Starting with the line that holds "Describe the element" and stopping after the line that holds "This screenshot has width=823, height=504.", repeat the lines below word for word, without the pictures.

## RECORDS SUPPLIED
[Start of Attachment]
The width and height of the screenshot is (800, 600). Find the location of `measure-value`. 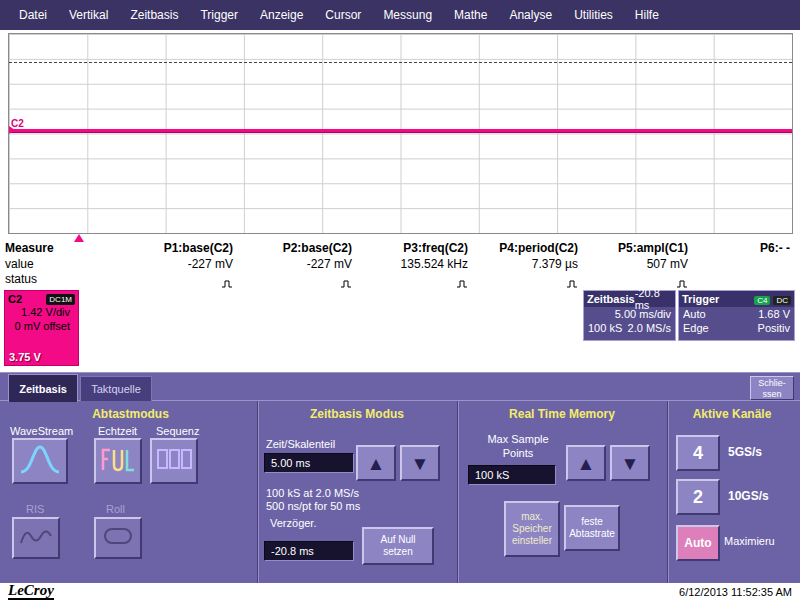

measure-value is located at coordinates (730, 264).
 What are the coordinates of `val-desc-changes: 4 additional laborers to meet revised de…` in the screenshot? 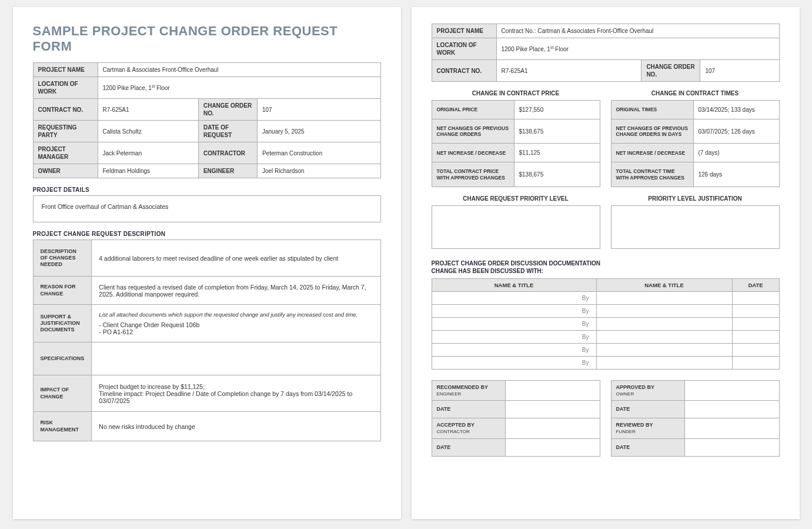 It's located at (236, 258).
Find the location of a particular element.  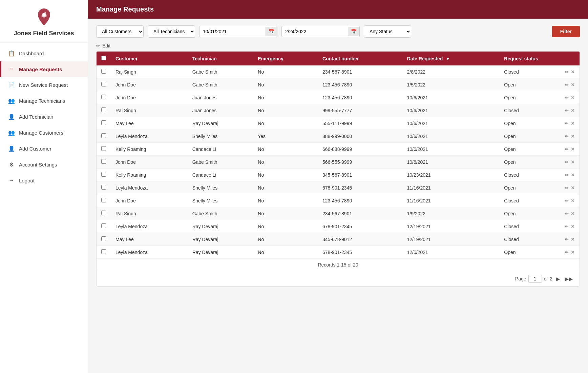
[End of Attachment]
[Start of Attachment]
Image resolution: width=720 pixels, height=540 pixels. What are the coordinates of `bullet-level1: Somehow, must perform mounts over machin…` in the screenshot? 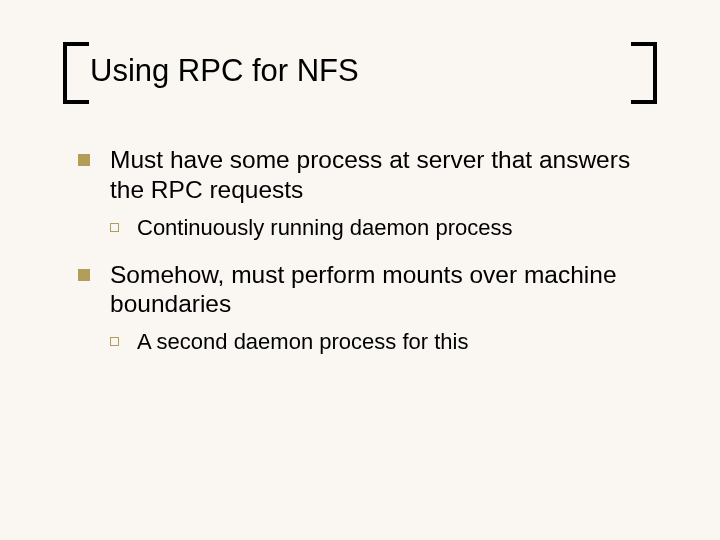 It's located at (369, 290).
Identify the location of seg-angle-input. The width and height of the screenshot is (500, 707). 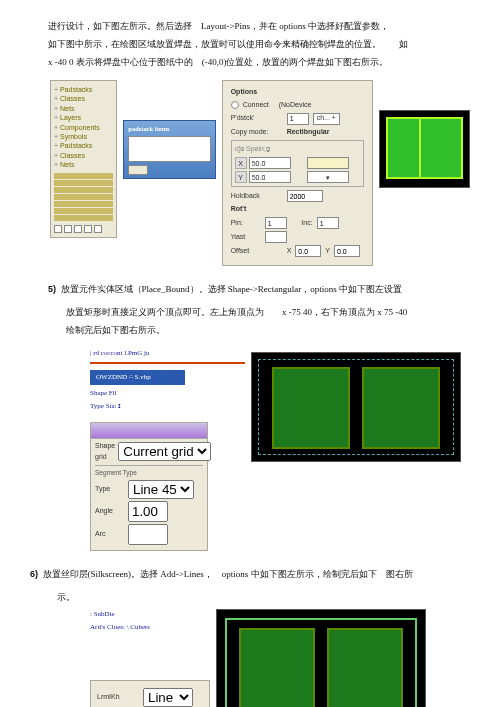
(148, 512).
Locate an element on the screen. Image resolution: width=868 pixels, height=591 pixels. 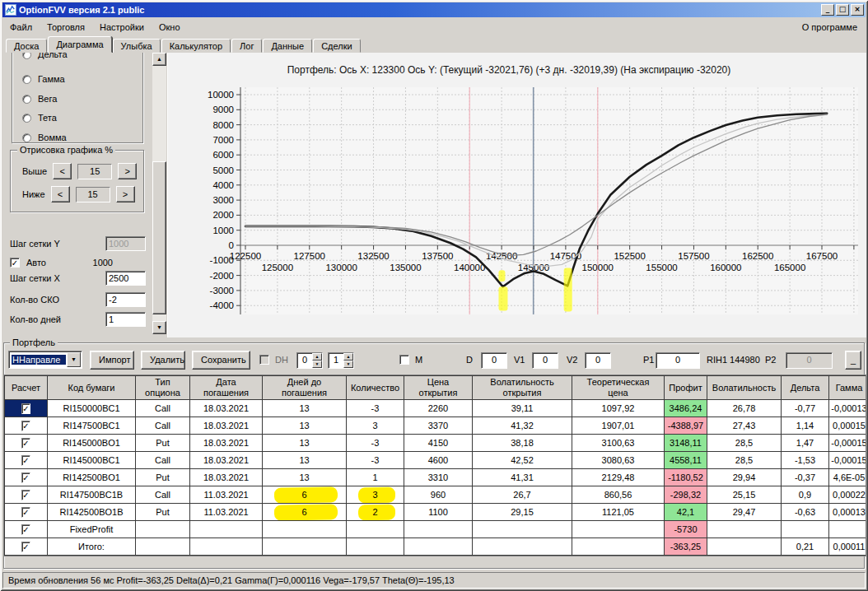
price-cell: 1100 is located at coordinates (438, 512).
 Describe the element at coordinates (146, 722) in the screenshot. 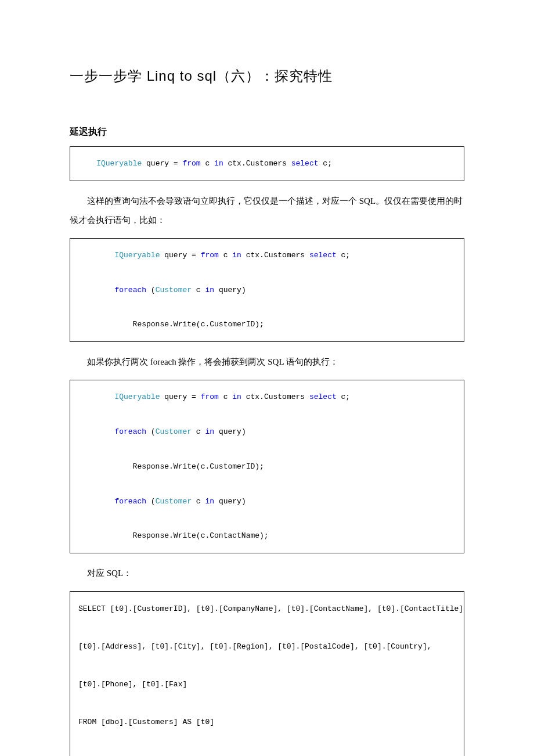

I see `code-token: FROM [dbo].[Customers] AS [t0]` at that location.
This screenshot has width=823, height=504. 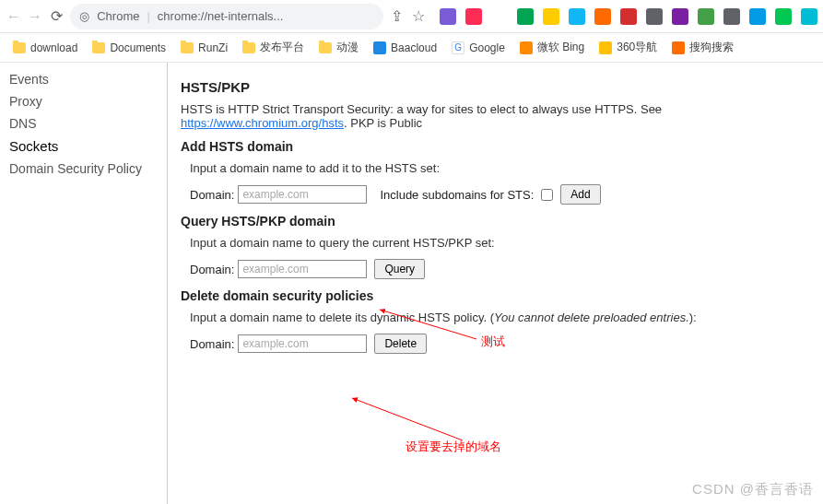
[End of Attachment]
## RESULT
 Describe the element at coordinates (146, 722) in the screenshot. 

I see `code-token: FROM [dbo].[Customers] AS [t0]` at that location.
This screenshot has width=823, height=504. 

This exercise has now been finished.